Bryn Eryr: An Enclosed Settlement of the Iron Age on Anglesey
By David Longley

Excavations on the site of a rectangular earthwork at Bryn Eryr, Angelsey, have identified a sequence of occupation. In the Middle Iron Age a single clay-walled round-house stood within a timber stockade. By the later Iron Age a second house had been added, adjacent to the first, and these two houses became the focus of a planned settlement. A rectangular bank and ditch enclosure was established of 0.3 ha internal area. A yard developed in front of the houses, at the head of a trackway leading from the entrance. Rectangular post-built structures, perhaps granaries, were built and pits were dug to provide clay flooring and, perhaps, wall plastering for the houses. By the early 1st millennium AD the perimeter ditch had become choked with silt and the bank was eroding badly. A third house, with stone footings, was added to the south of the original two, one of which was by now out of use. Romano-British pottery, in small quantities but of good quality, was in use on the site. The farm appears to have been abandoned, after perhaps 700 years of development, during the late 3rd or 4th century AD.

The Changing Provenance of Red Ochre at Puritjarra Rock Shelter, Central Australia: Late Pleistocene to Present
By M. A. Smith, B. Fankhauser, and M. Jercher

In this paper we apply geochemical sourcing methods to an assemblage of ochre from archaeological excavations at the Puritjarra rock shelter in western central Australia. Our work indicates that the red ochre in Late Pleistocene contexts at this rock shelter is from Karrku, a subterranean ochre mine still worked today by Walbiri people. Archaeological finds at Puritjarra indicate that exploitation of this source of high-grade red ochre had begun by 32,000 BP and has continued without significant interruption since then. Changes since the Late Pleistocene in the type and quantity of red ochre reaching the Puritjarra shelter, from various sources including Karrku, provide means to test current models of regional prehistory in this part of arid Australia and illustrate some of the potential of this approach for regional studies.

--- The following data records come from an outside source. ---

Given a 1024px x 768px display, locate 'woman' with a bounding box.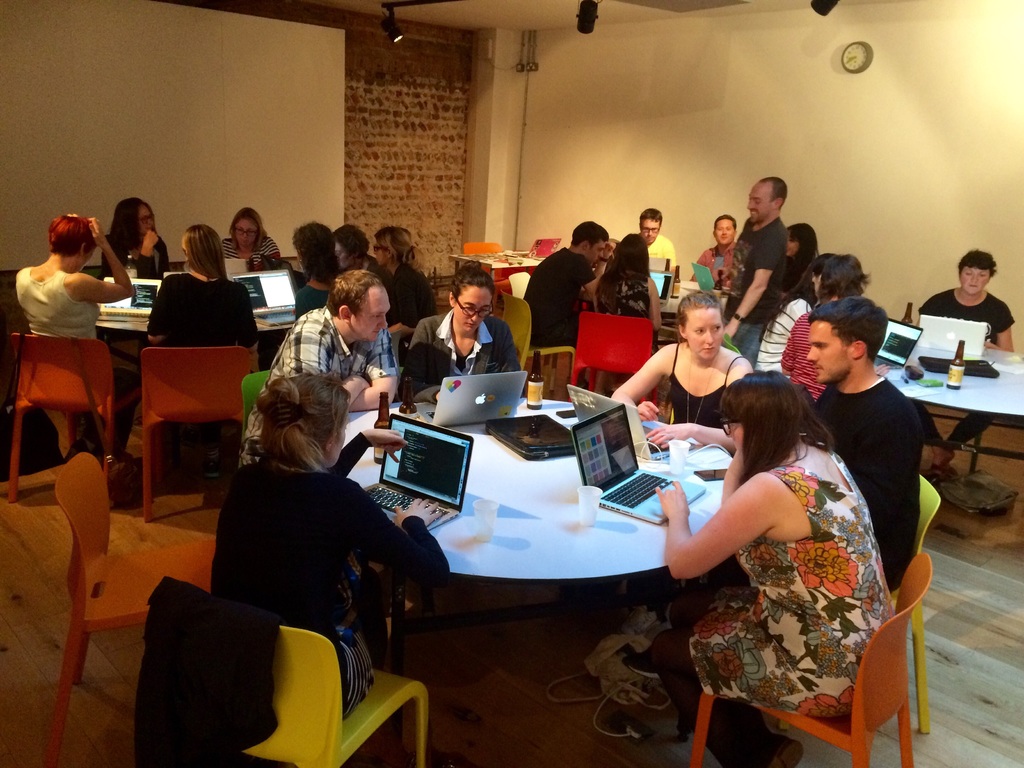
Located: [x1=371, y1=225, x2=443, y2=341].
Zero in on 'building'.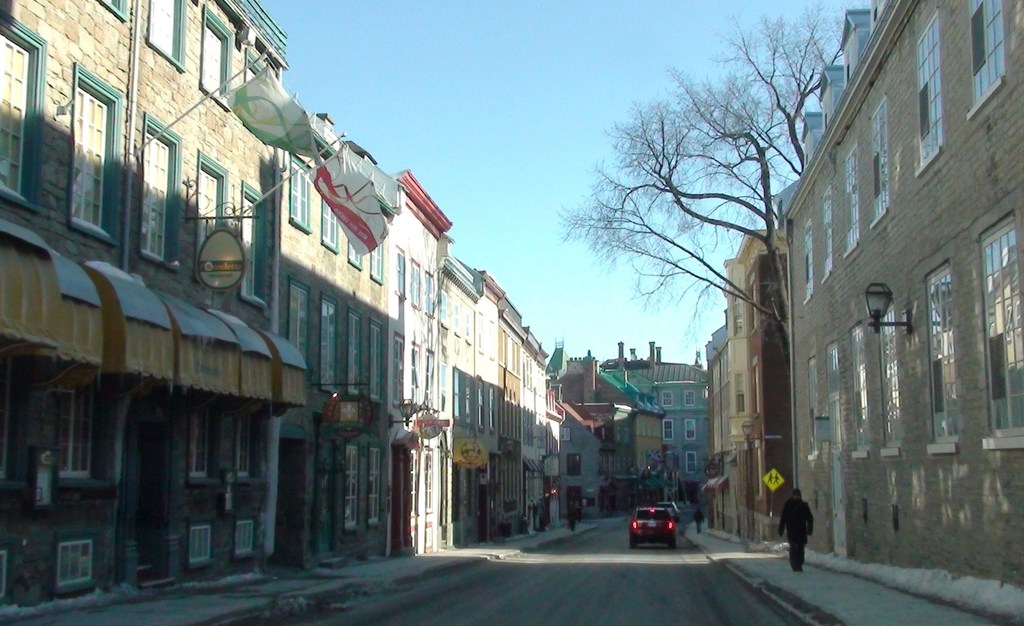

Neolithic/Early Bronze Age Pit Circles and their Environs at Oakham, Rutland
By Patrick Clay

Fieldwork east of Oakham, Rutland has located evidence of prehistoric settlement, land use patterns, and ceremonial monuments. Part of this included the excavation of a cropmark site which has revealed an unusual sequence of Neolithic/Early Bronze Age pit circles and a burial area. This is complemented by a fieldwalking survey of the surrounding areas, allowing consideration of the relationship of juxtaposed flint scatters and the excavated ceremonial area.

A Late Iron Age Mirror Burial from Latchmere Green, near Silchester, Hampshire
By
Michael Fulford and John Creighton


This paper describes the find, in 1994, of an isolated Late Iron Age burial near the oppidum of Calleva Atrebatum (Silchester). The burial consisted of the cremated remains of an adult of about 30 years together with a child of under 5 years, buried in a pottery jar of a type familiar from Calleva. The jar also contained cremated pig bone. The burial was accompanied by fragments of at least two fibulae and a very finely decorated bronze mirror, for which no close parallels are known. The burial dates to the 1st century BC, possibly before 50 BC.

A Late Iron Age Burial from Chilham Castle, near Canterbury, Kent
By Keith Parfitt

An isolated Late Iron Age burial was discovered by a metal detectorist near Chilham Castle, Kent in 1993. The cremated remains of a single, probably female, adult under 30 years old were contained in a pottery jar of 'Belgic' style. The burial was accompanied by at least two, almost identical, brooches of La Tène II Knotenfibeln type and a bronze mirror and probably dates to 70–50 BC. The mirror is simply and rather crudely decorated.